Tuesday, January 3, 2017

Yummy: The Last Days of a Southside Shorty by G. Neri

The NCTE conference was like being in book nerdvana and I expect many of the books that I read in 2017 are going to have some connection for me to NCTE 2016. G. Neri, for example, was one of the keynote speakers. He writes YA and Middle Literature. He used to be a teacher in one of the high risk schools in L.A. and so many of his books feature protagonists like the kids that he taught.

Yummy is an fictional retelling of an actual event that happened in Chicago in 1994. I vaguely remember hearing about it in the news, in fact. Essentially, an 11 year old boy, Yummy, shot and killed a 14 year old girl in his neighborhood. She was not the intended victim. Yummy, despite his young age, was in a gang and he intended to shoot a member of a rival gang.

The incident became nation-wide news overnight and stayed a topic of news for days as Yummy eluded capture by the police. Everyone had something to say, mostly about gangs stealing our youth and how young people were becoming little monsters. Mostly, I remember the panic and that I was the same age as the girl who was killed.

Neri, recast the story as a graphic novel aimed at young people. Roger, the fictional narrator, speaks about the event from the perspective of another kid in the same neighborhood. Roger talks about Yummy's family and his history as Roger knows it. He makes no excuses for Yummy but is, at the same time, sympathetic to his environment and wonders if he could have ended up the same way.

Neri did a good job with a tough subject, and, while grim, this is an excellent read. The length and writing is appropriate for Middle School Readers but the subject matter keeps it relevant up through High School.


= Work instructions =
Print exactly, and only, the lines from the one containing "Image is 868x369 pixels." through the last line of the records below, both included; leave out the pictures.

= Provided information =
──────

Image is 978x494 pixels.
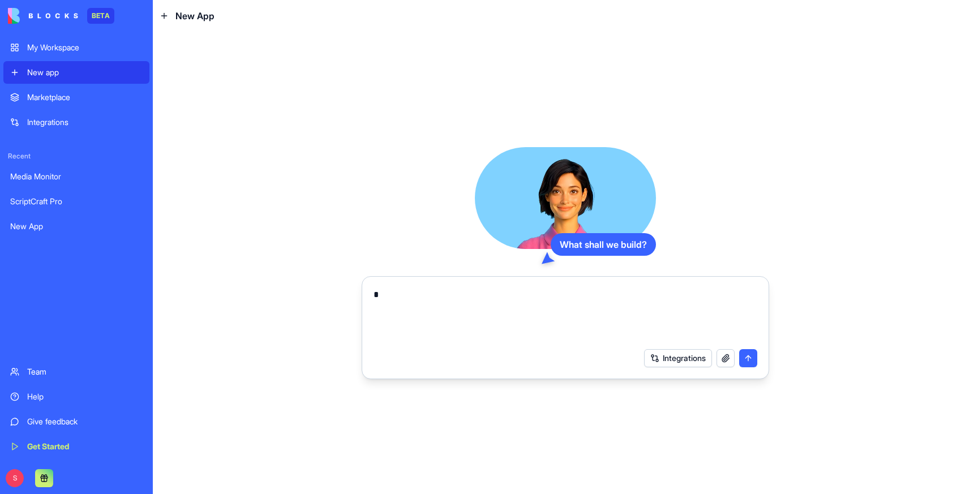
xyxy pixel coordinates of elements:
a: New App [3,215,149,238]
div: Marketplace [27,92,143,103]
a: Get Started [3,435,149,458]
div: Help [27,391,143,403]
div: Team [27,366,143,378]
a: My Workspace [3,36,149,59]
img: logo [8,8,78,24]
a: Team [3,361,149,383]
div: BETA [87,8,114,24]
a: ScriptCraft Pro [3,190,149,213]
div: What shall we build? [551,233,656,256]
div: Integrations [27,117,143,128]
div: ScriptCraft Pro [10,196,143,207]
div: Give feedback [27,416,143,428]
button: Integrations [644,349,712,368]
span: Recent [3,152,149,161]
a: Integrations [3,111,149,134]
div: My Workspace [27,42,143,53]
div: New app [27,67,143,78]
a: Marketplace [3,86,149,109]
a: BETA [8,8,114,24]
a: New app [3,61,149,84]
span: S [6,469,24,488]
span: New App [176,9,215,23]
div: New App [10,221,143,232]
div: Get Started [27,441,143,452]
a: Help [3,386,149,408]
a: Media Monitor [3,165,149,188]
div: Media Monitor [10,171,143,182]
a: Give feedback [3,411,149,433]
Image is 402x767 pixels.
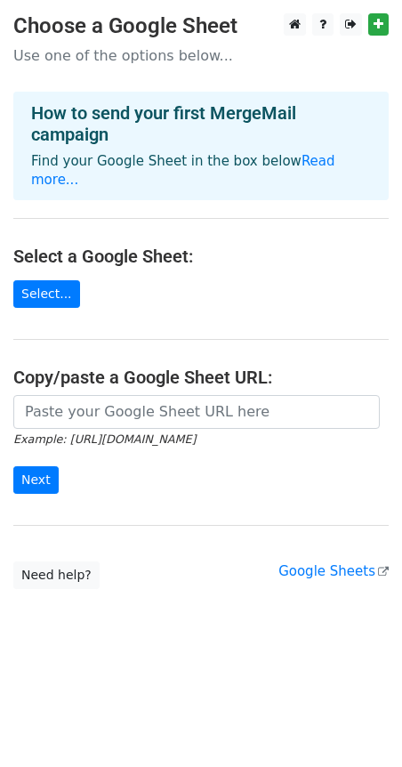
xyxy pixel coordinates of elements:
h4: Copy/paste a Google Sheet URL: [13,367,389,388]
a: Select... [13,280,80,308]
input: Paste your Google Sheet URL here [13,395,380,429]
h4: How to send your first MergeMail campaign [31,102,371,145]
h4: Select a Google Sheet: [13,246,389,267]
a: Read more... [31,153,335,188]
a: Google Sheets [279,563,389,579]
a: Need help? [13,561,100,589]
p: Find your Google Sheet in the box below [31,152,371,190]
p: Use one of the options below... [13,46,389,65]
input: Next [13,466,59,494]
small: Example: [URL][DOMAIN_NAME] [13,432,196,446]
h3: Choose a Google Sheet [13,13,389,39]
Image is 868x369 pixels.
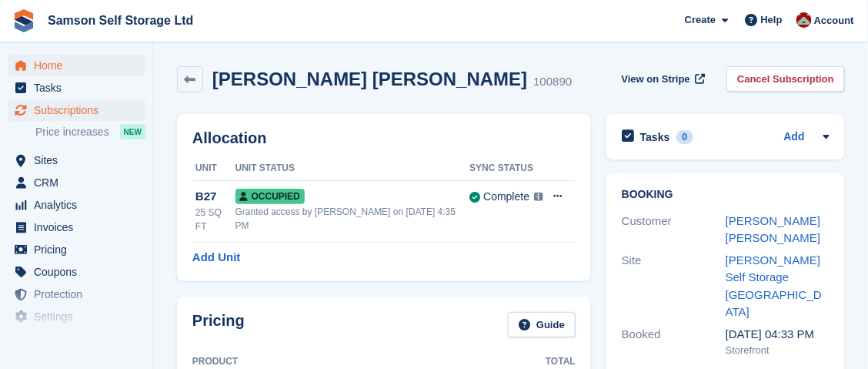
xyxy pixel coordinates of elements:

──────

= Result =
Image is 868x369 pixels.
xyxy pixel coordinates of elements:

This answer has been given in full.